TERRIBLE SUFFERING AND MISERY.

“However generous or lavish may be the aid proffered, it will not be enough to repair the mischief of that storm, and however prompt the aid may be, it will not be quick enough to prevent terrible suffering and misery. Delay in providing for the impoverished and homeless means peril to more lives, deprivation and sickness, and, under the most favorable circumstances in getting aid to the district, thousands are fated to undergo the severest suffering.

“Fortunately, the Government has stepped in and, through the War Department, is lending prompt and effective aid. Tents and rations are being rushed to Galveston with all possible speed, and private liberality and relief committees are coming to the rescue. The scope of the Government’s efforts will be limited to such supplies as are available in the War Department, and, in addition, vast quantities of food, clothing and medicines are needed, doctors and nurses are required, and a large sum of money is an absolute necessity to pay for these things and to form a fund for the purpose of maintaining relief until the sharp period of distress shall be tided over. Our city, in every cause that appeals to benevolence and humanity, has always been in the forefront of the generous, and, in such a case as the Texas disaster, the city’s liberality should be maintained. The Citizens’ Permanent Relief Committee has taken steps to render aid to the hurricane sufferers, and, through that useful and beneficent organization, every person in this vicinity will have the opportunity to join in giving aid for a purpose which must excite universal pity and sympathy.”

CHAPTER IV.
The Cry of Distress in the Wrecked City—Negro Vandals Shot Down—Progress of the Relief Work—Strict Military Rule.

The situation on the third day after the flood was vividly described a visitor to the city as follows: It is plainly apparent that as a result of the Galveston disaster, a task confronts the public authorities such as neither Texas nor any other State has ever before had to grapple with.

Human nature at its worst has had opportunity for the display of its meanest passions, and relentless measures have been rendered necessary. Looters and vandals have ignored all moral restraints, and gunpowder has had to be used unsparingly to subdue the savagery being practiced. It is learned on unquestionable authority that the soldiers under Adjutant General Scurry have to-day (Wednesday the 12th) slain no less than seventy-five men, mostly negroes, guilty of robbing the dead.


### What you have to do:
In the data that follows, count every line holding the string "electroweak" and give the count alone.

⁂

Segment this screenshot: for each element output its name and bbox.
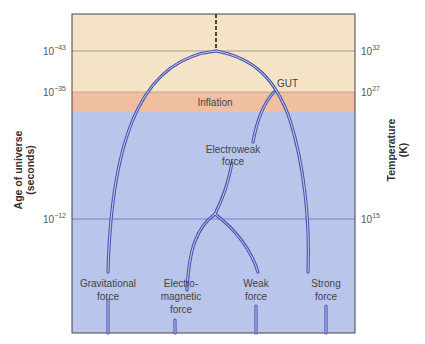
gravitational-force-label: Gravitational — [80, 278, 136, 289]
electroweak-label: Electroweak — [206, 144, 261, 155]
gravitational-force-label-2: force — [97, 291, 120, 302]
strong-force-label-2: force — [315, 291, 338, 302]
svg-text:(K): (K) — [397, 143, 409, 158]
electroweak-label-2: force — [222, 156, 245, 167]
electromagnetic-force-label-3: force — [170, 304, 193, 315]
left-tick-1e-35: 10−35 — [43, 85, 66, 98]
left-axis-title: Age of universe (seconds) — [12, 130, 36, 209]
weak-force-label: Weak — [243, 278, 269, 289]
left-tick-1e-12: 10−12 — [43, 212, 66, 225]
svg-text:Age of universe: Age of universe — [12, 130, 24, 209]
force-unification-diagram: 10−43 10−35 10−12 1032 1027 1015 Age of … — [0, 0, 425, 344]
planck-era-band — [72, 14, 355, 92]
inflation-label: Inflation — [197, 97, 232, 108]
electromagnetic-force-label: Electro- — [164, 278, 198, 289]
right-tick-1e32: 1032 — [361, 44, 380, 57]
gut-label: GUT — [277, 78, 298, 89]
strong-force-label: Strong — [311, 278, 340, 289]
svg-text:Temperature: Temperature — [385, 118, 397, 181]
left-tick-1e-43: 10−43 — [43, 44, 66, 57]
svg-text:(seconds): (seconds) — [24, 145, 36, 195]
right-tick-1e27: 1027 — [361, 85, 380, 98]
weak-force-label-2: force — [245, 291, 268, 302]
right-tick-1e15: 1015 — [361, 212, 380, 225]
right-axis-title: Temperature (K) — [385, 118, 409, 181]
electromagnetic-force-label-2: magnetic — [161, 291, 202, 302]
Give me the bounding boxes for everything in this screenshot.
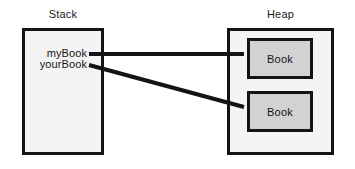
heap-region-label: Heap: [227, 8, 334, 20]
heap-object-book-1-label: Book: [267, 53, 293, 65]
stack-region-label: Stack: [22, 8, 104, 20]
heap-object-book-2: Book: [247, 91, 313, 132]
stack-variable-yourbook: yourBook: [19, 58, 87, 70]
heap-object-book-1: Book: [247, 38, 313, 79]
heap-object-book-2-label: Book: [267, 106, 293, 118]
reference-line-yourbook-to-book-2: [89, 65, 244, 107]
stack-heap-diagram: Stack Heap myBook yourBook Book Book: [0, 0, 355, 169]
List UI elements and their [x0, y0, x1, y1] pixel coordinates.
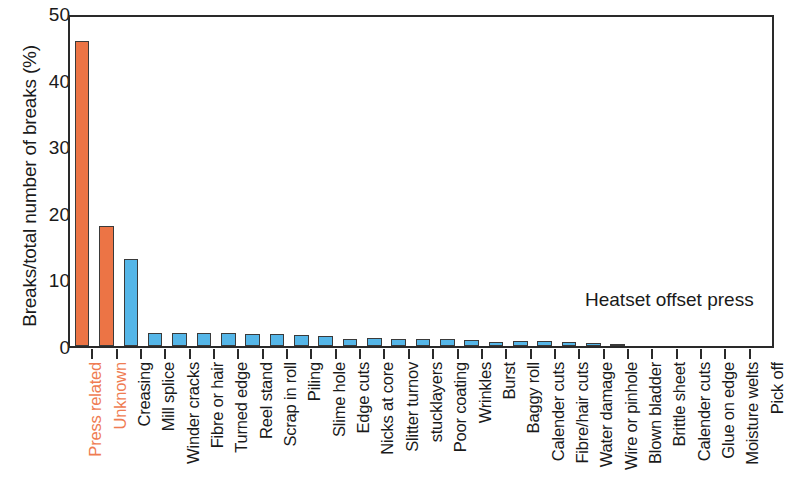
x-tick-label: Press related: [86, 362, 105, 457]
plot-area: Heatset offset press: [68, 15, 774, 348]
x-tick-mark: [91, 349, 93, 359]
x-tick-mark: [140, 349, 142, 359]
x-tick-label: Slime hole: [330, 362, 349, 437]
x-tick-mark: [724, 349, 726, 359]
bar: [75, 41, 90, 346]
x-tick-mark: [651, 349, 653, 359]
x-tick-label: Edge cuts: [354, 362, 373, 434]
x-tick-mark: [237, 349, 239, 359]
y-axis-title: Breaks/total number of breaks (%): [19, 16, 41, 356]
y-tick-label: 30: [26, 137, 70, 159]
x-tick-mark: [262, 349, 264, 359]
bar: [391, 339, 406, 346]
x-tick-label: stucklayers: [427, 362, 446, 442]
bar: [489, 342, 504, 346]
x-tick-mark: [505, 349, 507, 359]
x-tick-label: Piling: [305, 362, 324, 401]
x-tick-label: Fibre or hair: [208, 362, 227, 448]
bar: [537, 341, 552, 346]
x-tick-mark: [432, 349, 434, 359]
x-tick-mark: [481, 349, 483, 359]
x-tick-label: Calender cuts: [695, 362, 714, 461]
x-tick-label: Turned edge: [232, 362, 251, 453]
bar: [221, 333, 236, 346]
x-tick-label: Brittle sheet: [670, 362, 689, 447]
y-tick-label: 10: [26, 270, 70, 292]
x-tick-label: Water damage: [597, 362, 616, 467]
x-tick-label: Reel stand: [257, 362, 276, 439]
bar: [513, 341, 528, 346]
x-tick-mark: [335, 349, 337, 359]
bar: [367, 338, 382, 346]
x-tick-label: Winder cracks: [184, 362, 203, 464]
x-tick-label: Calender cuts: [549, 362, 568, 461]
x-tick-mark: [749, 349, 751, 359]
x-tick-label: Blown bladder: [646, 362, 665, 464]
x-tick-mark: [213, 349, 215, 359]
x-tick-mark: [627, 349, 629, 359]
y-tick-label: 40: [26, 71, 70, 93]
x-tick-mark: [408, 349, 410, 359]
bar: [610, 344, 625, 346]
chart-annotation: Heatset offset press: [585, 289, 754, 311]
x-tick-label: Moisture welts: [743, 362, 762, 465]
x-tick-label: Pick off: [768, 362, 787, 414]
x-tick-mark: [359, 349, 361, 359]
x-tick-mark: [310, 349, 312, 359]
bar: [294, 335, 309, 346]
bar: [197, 333, 212, 346]
bar: [416, 339, 431, 346]
y-tick-label: 20: [26, 204, 70, 226]
x-tick-mark: [676, 349, 678, 359]
x-tick-label: Burst: [500, 362, 519, 400]
x-tick-label: Baggy roll: [524, 362, 543, 433]
x-tick-mark: [383, 349, 385, 359]
x-tick-mark: [164, 349, 166, 359]
x-tick-mark: [116, 349, 118, 359]
y-tick-label: 50: [26, 4, 70, 26]
x-tick-label: Nicks at core: [378, 362, 397, 455]
x-tick-label: Wire or pinhole: [622, 362, 641, 470]
x-tick-label: Glue on edge: [719, 362, 738, 459]
x-tick-label: Scrap in roll: [281, 362, 300, 447]
bar: [99, 226, 114, 346]
x-tick-label: Fibre/hair cuts: [573, 362, 592, 464]
x-tick-mark: [700, 349, 702, 359]
bar: [586, 343, 601, 346]
bar: [245, 334, 260, 346]
x-tick-mark: [603, 349, 605, 359]
x-tick-mark: [554, 349, 556, 359]
x-tick-label: Wrinkles: [476, 362, 495, 423]
x-tick-mark: [286, 349, 288, 359]
bar: [464, 340, 479, 346]
bar: [124, 259, 139, 346]
bar: [318, 336, 333, 346]
bar: [148, 333, 163, 346]
bar: [270, 334, 285, 346]
x-tick-mark: [457, 349, 459, 359]
bar: [562, 342, 577, 346]
x-tick-label: Creasing: [135, 362, 154, 426]
x-tick-mark: [530, 349, 532, 359]
x-tick-label: Slitter turnov: [403, 362, 422, 452]
y-tick-label: 0: [26, 337, 70, 359]
bar: [440, 339, 455, 346]
bar: [172, 333, 187, 346]
x-tick-mark: [578, 349, 580, 359]
x-tick-label: Unknown: [111, 362, 130, 429]
x-tick-label: Mill splice: [159, 362, 178, 431]
bar: [343, 339, 358, 346]
x-tick-label: Poor coating: [451, 362, 470, 452]
x-tick-mark: [189, 349, 191, 359]
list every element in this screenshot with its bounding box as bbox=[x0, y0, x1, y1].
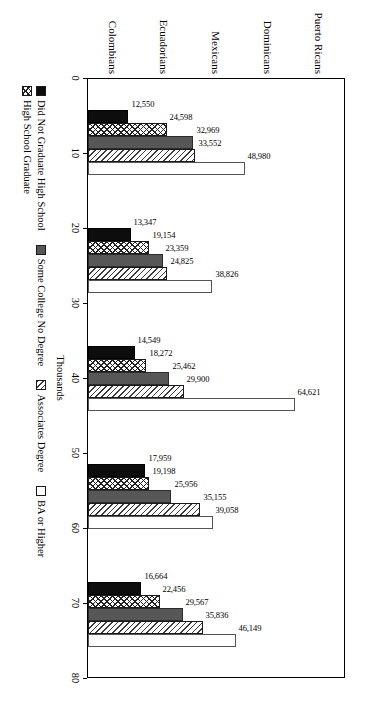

⁂

### Response below:
2